The Southern 'column was to march from near; the shore of Lake Constance, along the river valley of the Aar and behind the screen of the Jars', mountains. By Lake Neuchatel this forÓD WAR

to divide. The first part would' then cross the pass to Pontarllen and, leaving a "Harrison" "to" "ERIK" "the northern "expedition, would

R. Rhône

ITALY

of

drive, southward towards Lyons. The second" pari-wa to burst. Leron the French frontier at Geneva, and advance down the -Rhone-valley-towards-Marscilics:

IN. 1917 Italy was

was the Alls France, The plan of those days was designed to sever communi- cations between these two cogn= tries. To-day the Halfans main- fain a state of malevolett neuten- lity towards the French he German Plan of 1940

is designed to, Joti, German and Italian forces. All the very worst Biller

(Hitler counts on having a friendly Italy on the flank of his lovading army.

It must be remembered that in

Switzerland. land of federaled republics with a population of 4,250,000, there are 3,000,000 German-speaking Swios. i would be surprising or Be Nail Kympa «illsers were among them.

Ready for your selection

NEW CONSIGNMENT OF

Ferguson Fabrics

38" VOILES

$1.95 and $2.50 per yd.

'Lovely new designs and. colourings, including navy and white.

FERGUSON'S

CARLSHAN

(Linen Finish)·

NEW PIN STRIPES in two shades Powder Blus and Navy Blue.

$2.50

FLAIR

per yd.

FABRICS

FLORAL, CREASE-RESISTING

+ $1.75 yd.

GAY COTTONS

$1.50 yd.

Whiteaway, Laidlaw & Co., Ltd.

HIS MASTER'S VOICE

A VARIETY PROGRAMME

Baschinka, Potpourri of Russian songs...Marek Weber & Orch. .Andre Kostalanctz and Orch,

Chast of the Weed

Rumba Fantasy

New Moon. Vocal gems.

I'm falling in love with someone,

- Sweethearts...Walix.

Comes live

C2100

C2700

€2808

B8000

138002

.'

My heart keeps crying.

Wartime March Medley

02874

Poet and Peasant...Overture

€2706

C2835

C2814

02707

18901

Songs that everyone should know Gertrude Lawrence...Medley, Neapoliton Nights,

Kipling's Barráék-room Ballads C2806-7 Rhapsody in Blue

DA1559 Will you remeber. Maytime"

Farewell to dreams

Light Opera Company. ..Allen Jones,

Dorothy Lamour,

.Coldstream Guards Band. ..Boston Promenade Orch.
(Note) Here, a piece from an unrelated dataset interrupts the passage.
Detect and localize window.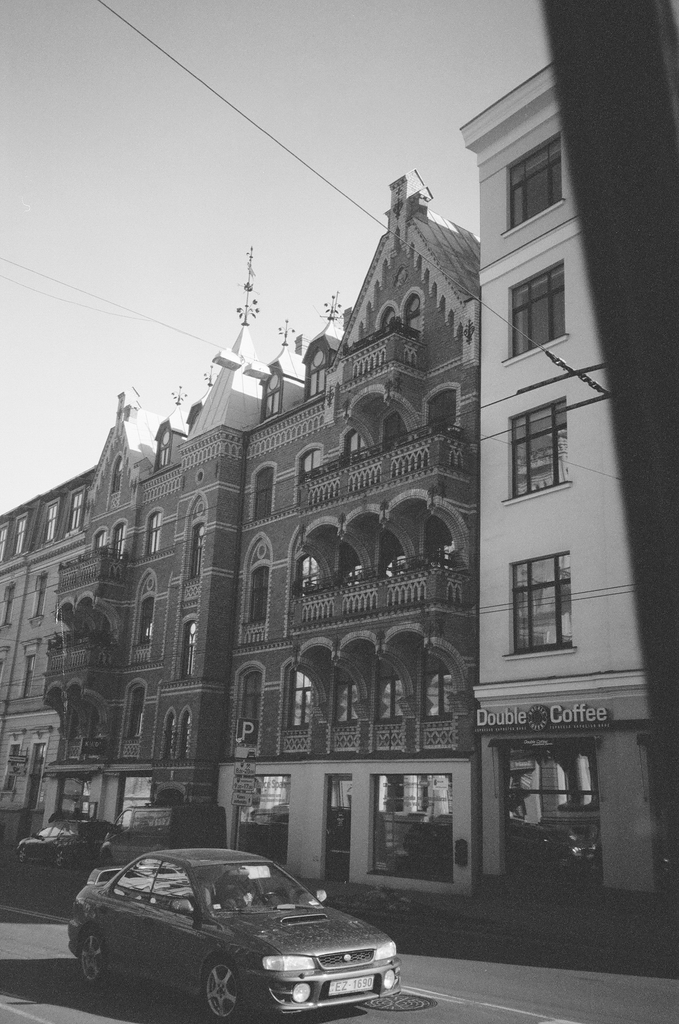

...Stuart Robertson. ..Gertrude Lawrence. Lights Opera Company, .......Peter Dawson. ..Boston Orchestra. Jeanette MacDonald and Nelson Eddy.

TSANG FOOK PIANO COMPANY

Marina House.

19, Queen's Road C.

PRESIDENT LINER

Phone 24648

HONGKONG to SINGAPORE direct

Last Week In June"

HONGKONG toʻSAN FRANCISCO direct

Last Week In June

AMERICAN

PRESIDENT LINES

"ROUND-WORLD SERVICE?

'AGENT: FOR T.W.A. AND UNITED'AIR ́LANTS

Telephont 28111

11, Pedder Strøet.

Comments

Approved members can add comments, bookmarks, and private notes.

No comments yet.

Private Research Note

Private notes are available after approval.